Traditional meeting places
since 1991
Moscow
Lubyanka Square by the Solovetsky
Stone in front of the Polytechnial Museum on October 29 (not October 30!).
Russian human rights activists offered to commemorate the victims of communist
terror in the City of Moscow near the Solovetsky Stone not on the officially
settled by Russian government October 30 but on the unofficial October 29 to be
independent from the state ceremonies. The annual meeting on the October 29
near the Solovetsky Stone is called "Return of the names" (Russian:
Возвращение имён) because participants read lists of the victims of communist
terror.
Saint Petersburg : Levashovo Memorial Cemetery
Petrozavodsk (Karelia) : Gratsky Churchyard
Pskov: Krasny Bor Forest
Perm: Perm-36 Kuchino village, Chusovoy district, Memorial of the Victims of Political
Repression in Yagoshikha memorial cemetery, Perm
Samara: Gagarin Park
North Caucasus:
The nine republics of the North
Caucasus suffered under Stalin, most notably during the deportation of entire
nations: the Balkar and Karachay in 1937; the Chechen and Ingush in 1944,
during the Great Patriotic War. The
wartime deportation of the Chechen nation to Central Asia was marked every year
since the 1991 Decree of Rehabilitation of Repressed Nations until 2016 when
the Chechen President Ramzan Kadyrov prohibited such ceremonies.
Yekaterinburg: Memorial of the Victims of Political
Repression
Tyumen: Courtyard of the former NKVD building
Magadan: The Mask of Grief (sculptor, Ernst
Neizvestny)
Origins among 1970s political
prisoners:
The commemoration is held on the
date of the Day of the Political Prisoner in the USSR, an initiative in 1974 by
imprisoned Soviet dissidents, led by Kronid Lyubarsky for the recognition of
inmates' status as political prisoners. This official date, introduced in April
1991, has gradually been adopted all over Russia as a Day of Remembrance for
those "repressed" (i.e. arrested, exiled, sent to the camps or shot)

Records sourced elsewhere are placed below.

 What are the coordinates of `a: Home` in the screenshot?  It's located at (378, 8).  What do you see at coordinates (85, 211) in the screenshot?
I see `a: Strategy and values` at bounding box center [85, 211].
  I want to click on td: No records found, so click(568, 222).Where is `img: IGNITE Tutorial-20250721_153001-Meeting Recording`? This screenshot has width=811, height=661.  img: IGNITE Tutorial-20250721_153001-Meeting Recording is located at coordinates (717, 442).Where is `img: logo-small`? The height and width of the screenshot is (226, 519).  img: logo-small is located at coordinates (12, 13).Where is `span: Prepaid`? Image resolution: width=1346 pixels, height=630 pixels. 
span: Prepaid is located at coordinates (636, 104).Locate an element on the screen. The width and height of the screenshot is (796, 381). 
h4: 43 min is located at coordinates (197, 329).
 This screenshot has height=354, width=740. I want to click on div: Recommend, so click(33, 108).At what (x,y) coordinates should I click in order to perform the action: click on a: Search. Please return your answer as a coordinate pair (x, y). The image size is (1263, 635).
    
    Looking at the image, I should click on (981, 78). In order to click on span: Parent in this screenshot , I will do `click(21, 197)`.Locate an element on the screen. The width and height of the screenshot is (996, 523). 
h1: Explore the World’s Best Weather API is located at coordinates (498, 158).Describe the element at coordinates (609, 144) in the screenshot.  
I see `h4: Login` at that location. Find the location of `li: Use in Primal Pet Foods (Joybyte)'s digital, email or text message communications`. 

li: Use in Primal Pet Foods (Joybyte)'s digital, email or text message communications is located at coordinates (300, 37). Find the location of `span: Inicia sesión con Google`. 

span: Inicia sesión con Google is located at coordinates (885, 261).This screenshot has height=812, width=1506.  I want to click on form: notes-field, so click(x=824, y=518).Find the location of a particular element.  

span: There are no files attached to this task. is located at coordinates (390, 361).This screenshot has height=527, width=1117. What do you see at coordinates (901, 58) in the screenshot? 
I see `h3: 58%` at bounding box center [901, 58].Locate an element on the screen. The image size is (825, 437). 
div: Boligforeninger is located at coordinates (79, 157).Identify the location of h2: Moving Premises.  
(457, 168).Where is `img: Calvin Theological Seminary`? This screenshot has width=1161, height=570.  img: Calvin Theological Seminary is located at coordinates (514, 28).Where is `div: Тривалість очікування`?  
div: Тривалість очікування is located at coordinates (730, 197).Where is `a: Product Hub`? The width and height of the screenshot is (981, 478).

during the collectivisation of agriculture (1927-1933), in the forced-labour
camps of the Gulag, and shot in their tens of thousands during the Great Terror
of 1937-1938. This year, for instance, such a ceremony was held by the
Solovetsky Stone in St Petersburg and at the memorial cemeteries created at the
killing fields of the late 1930s, e.g. Krasny Bor near Petrozavodsk and Butovo
in southern Moscow. As new political
prisoners appear in Putin's Russia, there have been objections to the
appropriation by the State of an unofficial day of protest, that started among
dissidents in camps for "political" offenders. Even a separation
between the two, with the emergence of the unofficial "Restoring the
Names" ceremony, has not satisfied all critics.
"Return of the
names", 2007 to present:
Since 2007 Memorial has organised
a day-long ceremony "Restoring the Names" every 29 October on the eve
of the official Day of Remembrance in Moscow.. In 2017, the contrast between
the official and unofficial days of commemoration in the Russian capital, and
the style in which they were held was particularly striking. On Sunday 29
October 2017, 5,286 people attended the Restoring the Names ceremony at the
Solovki Stone a short distance from FSB (NKVD) headquarters on Lubyanka Square,
where over one thousand read aloud names of those killed by the regime in
Moscow during Stalin's era. The next
day, Monday 30 October 2017, the Wall of Grief (designer Georgy Frangulyan), a
massive new monument to the Victims of Political Repression, was opened on
Sakharov Avenue by President Vladimir Putin and Patriarch Kirill of the Russian
Orthodox Church. The low-key ceremony was attended by one hundred people. Among
them were: elderly relatives of those repressed in the Stalin period; members
of the committee that judged several hundred entries in a competition to design
the new memorial (Ludmila Alexeyeva, Natalya Solzhenitsyn, Roman Romanov); and
human rights officials from the presidential administration -- Mikhail Fedotov,
Tatiana Moskalkova and Vladimir Lukin.